On 4/ago/2005, at 05:09, Rayiner Hashem wrote:
- How does the translator interface express more complex C values?
Say, I want the "to-c" clause to send a struct to the C code? Can I just return an object allocated by foreign-object-alloc?
Yes, why not. That's pretty much what the string translator does.
- Is there any way to make translations optional, and only invoke
them on particular arguments in a given function declaration?
Sounds easy to implement (within defcfun at least) but I guess it's not that useful. If you don't want the string to be translated, just use :pointer (or eventually something like (* :char), for a typed pointer, or another some other appropriate type), same for boolean vs. :int.

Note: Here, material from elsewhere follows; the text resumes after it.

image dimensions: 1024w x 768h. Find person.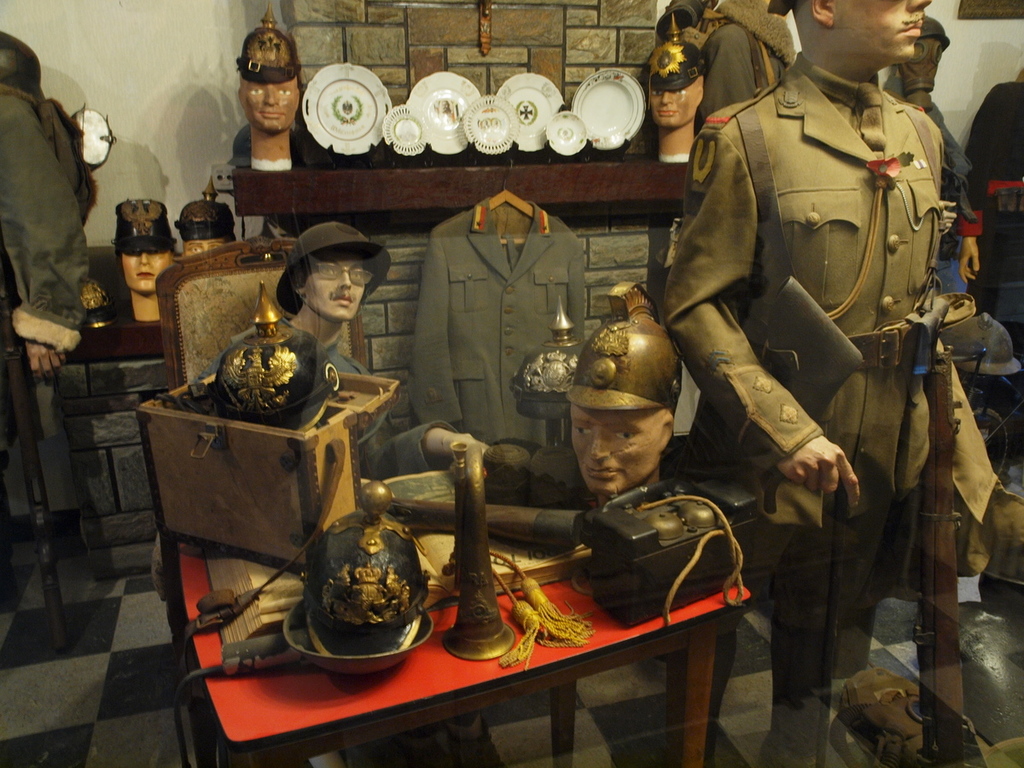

I'm also thinking about one other thing. Say I'm wrapping this function:
void cairo_line_to(cairo_t* cr, double x, double y);
I'd like the Lisp declaration to be as if the function was:
(defun cairo-line-to (cr pt) ...) where 't' is a 'point' structure or maybe just a (x . y) cons cell. Would it be reasonable to include that kind of translation in the FFI, or would it be more prudent to put that in a higher layer?
Hmm, I'm trying to figure out if this is worth the trouble. Probably not this summer. This kind of stuff is interesting to me though, it'd be nice to avoid the need for the user to defun wrappers around the ffi whenever possible and this is a nice example. Need to figure out a good way of doing this kind of things.